You are allowed to hang up
A genuine caller should not need you to stay on the phone while you feel unsure. If the call feels pressured, confusing or unusual, end it.
You do not have to prove it is a scam first.
Do not share codes or passwords
Do not read out one-time codes, passwords, banking details or remote-access codes. Do not install an app because a caller tells you to.
A caller may sound polite and still be unsafe.
Do not trust caller ID by itself
The name or number shown on the phone can be misleading. Treat caller ID as a clue, not proof.
If the caller claims to be from a bank, government service, delivery company or technology provider, verify another way.
Call back using trusted details
Use a number from the organisation's official website, app, statement or card. Do not use a number the caller gives you.
If the caller claims to be a family member, contact that person or another trusted person separately.

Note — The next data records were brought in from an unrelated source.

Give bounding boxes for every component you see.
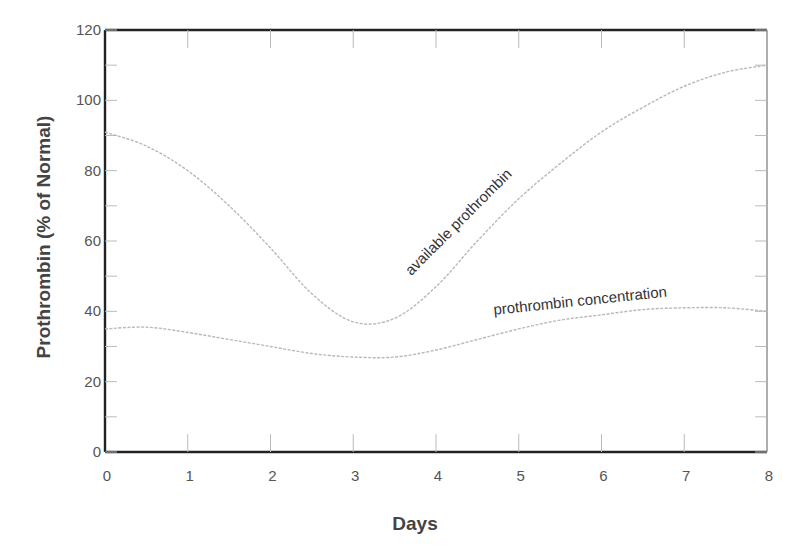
x-tick-label: 3 [351,467,359,484]
x-tick-label: 0 [103,467,111,484]
x-tick-label: 2 [268,467,276,484]
y-tick-label: 60 [84,232,101,249]
prothrombin-chart: 020406080100120 012345678 available prot… [0,0,791,555]
annotation-prothrombin-concentration: prothrombin concentration [492,283,667,318]
y-tick-label: 100 [76,91,101,108]
x-axis-ticks: 012345678 [103,30,773,484]
y-tick-label: 20 [84,373,101,390]
prothrombin-concentration-curve [105,307,767,357]
x-tick-label: 6 [599,467,607,484]
x-tick-label: 4 [434,467,442,484]
y-axis-title: Prothrombin (% of Normal) [33,116,54,359]
y-tick-label: 120 [76,21,101,38]
x-tick-label: 8 [765,467,773,484]
x-tick-label: 5 [517,467,525,484]
y-tick-label: 0 [93,443,101,460]
annotation-available-prothrombin: available prothrombin [401,165,514,278]
available-prothrombin-curve [105,65,767,324]
x-axis-title: Days [392,513,437,534]
curves [105,65,767,358]
x-tick-label: 7 [682,467,690,484]
y-tick-label: 40 [84,302,101,319]
y-axis-ticks: 020406080100120 [76,21,767,460]
y-tick-label: 80 [84,162,101,179]
x-tick-label: 1 [186,467,194,484]
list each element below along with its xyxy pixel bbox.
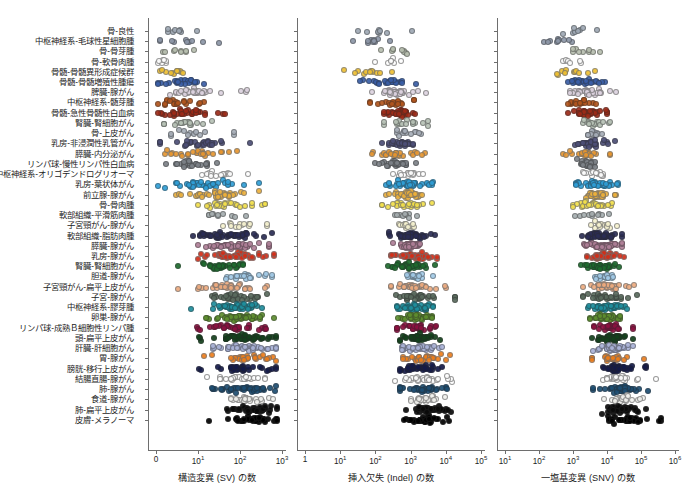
data-point xyxy=(214,202,220,208)
data-point xyxy=(171,110,177,116)
y-axis-label-row-35: 肺-腺がん xyxy=(99,385,134,394)
data-point xyxy=(406,201,412,207)
data-point xyxy=(415,418,421,424)
data-point xyxy=(596,222,602,228)
data-point xyxy=(222,192,228,198)
data-point xyxy=(168,131,174,137)
data-point xyxy=(565,101,571,107)
y-tick-19 xyxy=(294,225,298,226)
data-point xyxy=(381,109,387,115)
y-tick-4 xyxy=(145,72,149,73)
data-point xyxy=(240,366,246,372)
data-point xyxy=(225,335,231,341)
data-point xyxy=(586,47,592,53)
data-point xyxy=(586,121,592,127)
data-point xyxy=(227,171,233,177)
y-axis-label-row-27: 中枢神経系-膠芽腫 xyxy=(67,303,134,312)
data-point xyxy=(617,313,623,319)
data-point xyxy=(185,151,191,157)
data-point xyxy=(157,139,163,145)
data-point xyxy=(167,98,173,104)
y-tick-17 xyxy=(294,205,298,206)
y-tick-1 xyxy=(494,41,498,42)
data-point xyxy=(273,345,279,351)
data-point xyxy=(625,393,631,399)
data-point xyxy=(429,362,435,368)
y-tick-1 xyxy=(145,41,149,42)
data-point xyxy=(408,334,414,340)
data-point xyxy=(567,90,573,96)
y-tick-5 xyxy=(294,82,298,83)
y-tick-37 xyxy=(145,410,149,411)
data-point xyxy=(236,333,242,339)
data-point xyxy=(204,252,210,258)
y-tick-13 xyxy=(294,164,298,165)
y-axis-label-row-17: 骨-骨肉腫 xyxy=(99,200,134,209)
data-point xyxy=(214,160,220,166)
y-tick-26 xyxy=(145,297,149,298)
data-point xyxy=(266,410,272,416)
y-tick-21 xyxy=(145,246,149,247)
data-point xyxy=(228,231,234,237)
data-point xyxy=(613,291,619,297)
data-point xyxy=(545,39,551,45)
data-point xyxy=(592,191,598,197)
y-tick-22 xyxy=(294,256,298,257)
y-tick-26 xyxy=(294,297,298,298)
data-point xyxy=(214,232,220,238)
data-point xyxy=(266,334,272,340)
data-point xyxy=(203,315,209,321)
data-point xyxy=(254,385,260,391)
data-point xyxy=(194,120,200,126)
x-tick-label-2: 103 xyxy=(567,455,579,466)
data-point xyxy=(589,335,595,341)
data-point xyxy=(425,254,431,260)
data-point xyxy=(395,315,401,321)
data-point xyxy=(211,335,217,341)
data-point xyxy=(163,81,169,87)
data-point xyxy=(209,142,215,148)
data-point xyxy=(251,336,257,342)
data-point xyxy=(274,418,280,424)
data-point xyxy=(161,121,167,127)
data-point xyxy=(377,28,383,34)
y-axis-label-row-7: 中枢神経系-髄芽腫 xyxy=(67,98,134,107)
y-tick-38 xyxy=(294,420,298,421)
y-tick-16 xyxy=(294,195,298,196)
data-point xyxy=(418,357,424,363)
data-point xyxy=(619,240,625,246)
y-tick-17 xyxy=(494,205,498,206)
data-point xyxy=(430,273,436,279)
data-point xyxy=(560,31,566,37)
data-point xyxy=(165,26,171,32)
data-point xyxy=(259,305,265,311)
y-axis-line-snv xyxy=(497,18,498,450)
data-point xyxy=(191,47,197,53)
y-tick-30 xyxy=(294,338,298,339)
data-point xyxy=(200,151,206,157)
data-point xyxy=(369,151,375,157)
data-point xyxy=(183,108,189,114)
data-point xyxy=(199,194,205,200)
data-point xyxy=(585,234,591,240)
y-tick-35 xyxy=(294,389,298,390)
data-point xyxy=(254,294,260,300)
data-point xyxy=(447,352,453,358)
data-point xyxy=(386,180,392,186)
data-point xyxy=(397,368,403,374)
y-tick-24 xyxy=(294,276,298,277)
data-point xyxy=(203,185,209,191)
data-point xyxy=(413,81,419,87)
data-point xyxy=(225,179,231,185)
data-point xyxy=(594,253,600,259)
y-tick-29 xyxy=(494,328,498,329)
x-tick-label-4: 105 xyxy=(635,455,647,466)
data-point xyxy=(433,323,439,329)
data-point xyxy=(419,387,425,393)
data-point xyxy=(270,396,276,402)
data-point xyxy=(162,49,168,55)
data-point xyxy=(198,179,204,185)
data-point xyxy=(603,181,609,187)
y-tick-23 xyxy=(145,266,149,267)
data-point xyxy=(195,162,201,168)
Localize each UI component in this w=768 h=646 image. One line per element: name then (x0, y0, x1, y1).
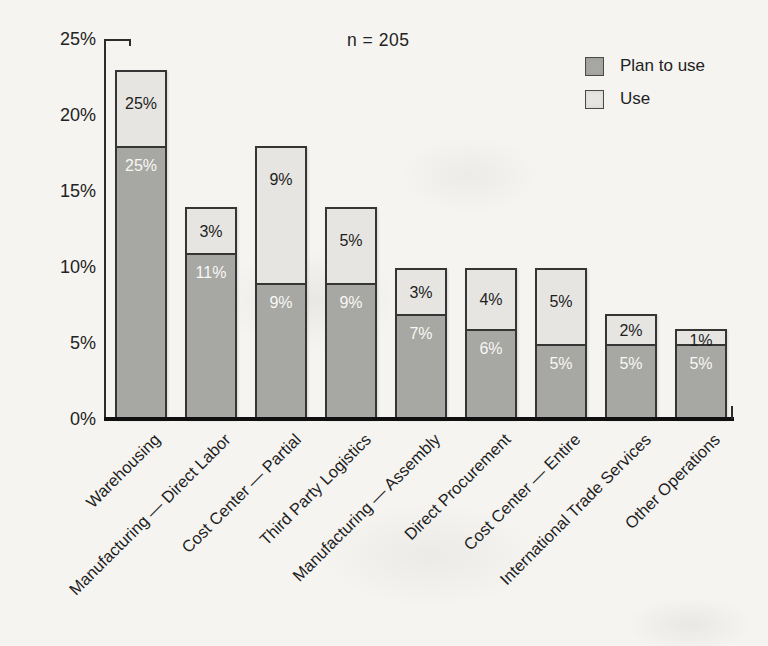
bar-segment-plan-to-use: 9% (257, 285, 305, 418)
segment-label-use: 2% (607, 316, 655, 340)
bar-segment-plan-to-use: 5% (537, 346, 585, 418)
bar-segment-use: 5% (537, 270, 585, 346)
y-axis-top-tick (104, 39, 131, 41)
segment-label-plan-to-use: 9% (327, 285, 375, 312)
bar-manufacturing-assembly: 3%7% (395, 268, 447, 420)
y-tick-label-20: 20% (36, 105, 96, 126)
bar-segment-use: 3% (187, 209, 235, 255)
legend-item-plan-to-use: Plan to use (585, 56, 705, 76)
segment-label-use: 9% (257, 148, 305, 189)
legend-label-plan-to-use: Plan to use (620, 56, 705, 76)
bar-segment-use: 3% (397, 270, 445, 316)
x-tick-label-manufacturing-assembly: Manufacturing — Assembly (289, 430, 444, 585)
x-axis-end-tick (731, 406, 733, 419)
segment-label-use: 5% (537, 270, 585, 311)
y-axis-top-tick-stub (129, 39, 131, 46)
legend: Plan to use Use (585, 56, 705, 122)
y-tick-label-15: 15% (36, 181, 96, 202)
segment-label-use: 25% (117, 72, 165, 113)
bar-segment-use: 4% (467, 270, 515, 331)
segment-label-use: 5% (327, 209, 375, 250)
bar-third-party-logistics: 5%9% (325, 207, 377, 420)
x-tick-label-cost-center-partial: Cost Center — Partial (178, 430, 305, 557)
segment-label-plan-to-use: 5% (677, 346, 725, 373)
bar-segment-plan-to-use: 5% (607, 346, 655, 418)
bar-segment-plan-to-use: 11% (187, 255, 235, 418)
legend-label-use: Use (620, 89, 650, 109)
bar-segment-plan-to-use: 25% (117, 148, 165, 418)
bar-segment-plan-to-use: 9% (327, 285, 375, 418)
bar-segment-use: 1% (677, 331, 725, 346)
sample-size-annotation: n = 205 (347, 30, 409, 51)
bar-segment-use: 9% (257, 148, 305, 285)
bar-warehousing: 25%25% (115, 70, 167, 420)
x-tick-label-cost-center-entire: Cost Center — Entire (460, 430, 584, 554)
bar-segment-use: 2% (607, 316, 655, 346)
segment-label-plan-to-use: 25% (117, 148, 165, 175)
segment-label-use: 4% (467, 270, 515, 309)
legend-swatch-plan-to-use (585, 57, 604, 76)
segment-label-plan-to-use: 7% (397, 316, 445, 343)
bar-segment-plan-to-use: 7% (397, 316, 445, 418)
bar-manufacturing-direct-labor: 3%11% (185, 207, 237, 420)
bar-segment-use: 25% (117, 72, 165, 148)
bar-international-trade-services: 2%5% (605, 314, 657, 420)
bar-cost-center-entire: 5%5% (535, 268, 587, 420)
bar-cost-center-partial: 9%9% (255, 146, 307, 420)
bar-other-operations: 1%5% (675, 329, 727, 420)
x-axis-line (104, 417, 734, 421)
segment-label-plan-to-use: 11% (187, 255, 235, 282)
y-tick-label-0: 0% (36, 409, 96, 430)
y-tick-label-25: 25% (36, 29, 96, 50)
segment-label-use: 3% (397, 270, 445, 302)
bar-segment-plan-to-use: 6% (467, 331, 515, 418)
bar-direct-procurement: 4%6% (465, 268, 517, 420)
segment-label-plan-to-use: 5% (537, 346, 585, 373)
y-tick-label-5: 5% (36, 333, 96, 354)
segment-label-use: 3% (187, 209, 235, 241)
y-tick-label-10: 10% (36, 257, 96, 278)
segment-label-plan-to-use: 5% (607, 346, 655, 373)
segment-label-plan-to-use: 9% (257, 285, 305, 312)
legend-item-use: Use (585, 89, 705, 109)
legend-swatch-use (585, 90, 604, 109)
bar-segment-use: 5% (327, 209, 375, 285)
segment-label-plan-to-use: 6% (467, 331, 515, 358)
y-axis-line (104, 39, 106, 420)
bar-segment-plan-to-use: 5% (677, 346, 725, 418)
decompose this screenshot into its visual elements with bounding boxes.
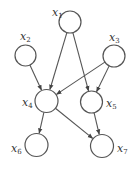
label-x1: x1 xyxy=(52,6,63,20)
label-x3: x3 xyxy=(109,31,120,45)
label-x2: x2 xyxy=(20,30,31,44)
node-x2 xyxy=(15,45,36,66)
edge-x2-to-x4 xyxy=(30,65,42,90)
label-x7: x7 xyxy=(117,142,128,156)
label-x5: x5 xyxy=(106,97,117,111)
label-x4: x4 xyxy=(22,96,33,110)
node-x7 xyxy=(91,135,114,158)
node-x6 xyxy=(25,134,48,157)
label-x6: x6 xyxy=(11,142,22,156)
dag-diagram: x1x2x3x4x5x6x7 xyxy=(0,0,138,169)
edge-x5-to-x7 xyxy=(94,113,99,135)
node-x4 xyxy=(35,90,58,113)
edges-group xyxy=(30,33,109,139)
edge-x4-to-x6 xyxy=(39,112,44,133)
node-x3 xyxy=(103,45,125,67)
node-x5 xyxy=(81,91,103,113)
edge-x4-to-x7 xyxy=(55,108,92,138)
edge-x3-to-x5 xyxy=(97,66,110,92)
edge-x1-to-x4 xyxy=(50,33,67,90)
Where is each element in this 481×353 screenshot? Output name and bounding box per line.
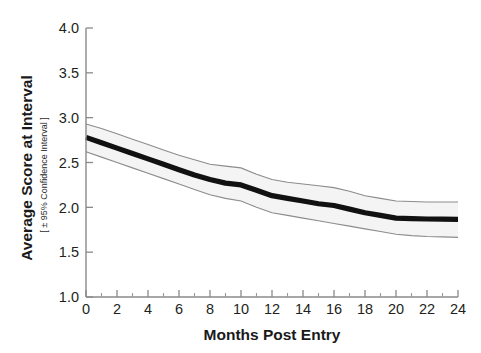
y-tick-label: 4.0: [59, 20, 79, 36]
y-tick-label: 3.0: [59, 110, 79, 126]
y-tick-label: 2.5: [59, 155, 79, 171]
x-axis-title: Months Post Entry: [204, 326, 341, 343]
x-tick-label: 12: [264, 301, 280, 317]
x-tick-label: 10: [233, 301, 249, 317]
y-tick-label: 2.0: [59, 200, 79, 216]
y-tick-label: 1.5: [59, 244, 79, 260]
y-tick-label: 1.0: [59, 289, 79, 305]
x-tick-label: 18: [357, 301, 373, 317]
x-tick-label: 24: [450, 301, 466, 317]
y-axis-title: Average Score at Interval: [18, 75, 35, 261]
line-chart-with-confidence-band: 1.01.52.02.53.03.54.0 024681012141618202…: [0, 0, 481, 353]
x-tick-label: 6: [175, 301, 183, 317]
x-tick-label: 14: [295, 301, 311, 317]
x-tick-label: 22: [419, 301, 435, 317]
y-tick-label: 3.5: [59, 65, 79, 81]
y-axis-subtitle: [ ± 95% Confidence Interval ]: [39, 117, 49, 233]
x-tick-label: 16: [326, 301, 342, 317]
x-tick-label: 0: [82, 301, 90, 317]
chart-container: 1.01.52.02.53.03.54.0 024681012141618202…: [0, 0, 481, 353]
x-tick-label: 2: [113, 301, 121, 317]
x-tick-label: 4: [144, 301, 152, 317]
x-tick-label: 8: [206, 301, 214, 317]
x-tick-label: 20: [388, 301, 404, 317]
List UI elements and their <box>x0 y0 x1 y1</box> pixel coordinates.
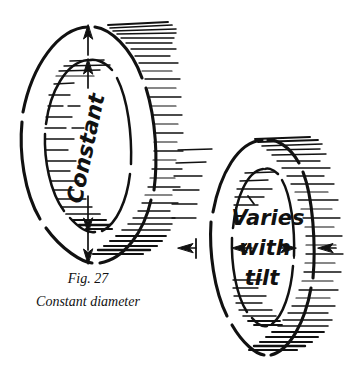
figure-27-illustration: Constant <box>0 0 360 386</box>
right-ring-annotation-line-2: with <box>239 236 291 260</box>
right-ring-annotation-line-3: tilt <box>245 266 280 290</box>
left-ring-annotation-constant: Constant <box>62 90 110 206</box>
hand-drawn-ring-diagram: Constant <box>0 0 360 386</box>
figure-caption-title: Constant diameter <box>36 294 140 309</box>
right-ring-annotation-line-1: Varies <box>231 206 304 230</box>
figure-number-label: Fig. 27 <box>67 271 109 286</box>
right-ring-left-hatching <box>172 149 212 218</box>
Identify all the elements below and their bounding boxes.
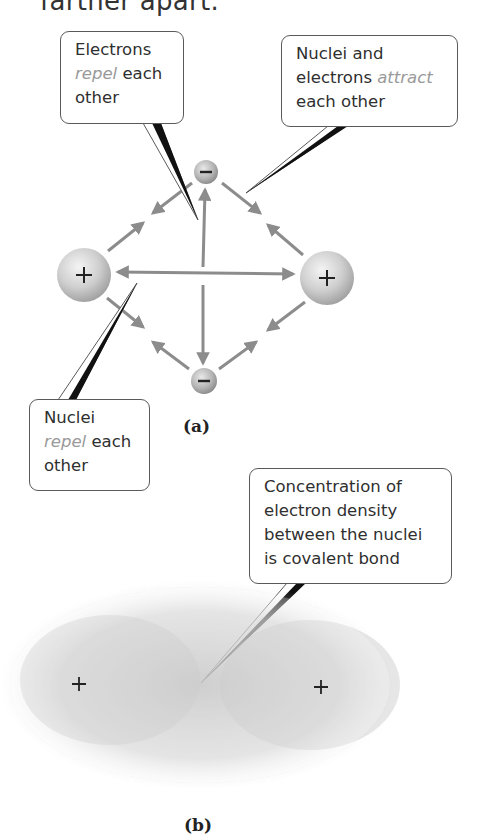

If you already shared something
Write down what happened while it is fresh. Contact the bank, account provider or relevant organisation using trusted details. Change exposed passwords from a device you trust.
What to expect
You can end the call and verify the request through trusted contact details.
Sources and further reading
- Phone scams · Scamwatch
Supports suspicious-call warning signs and safer verification behaviour.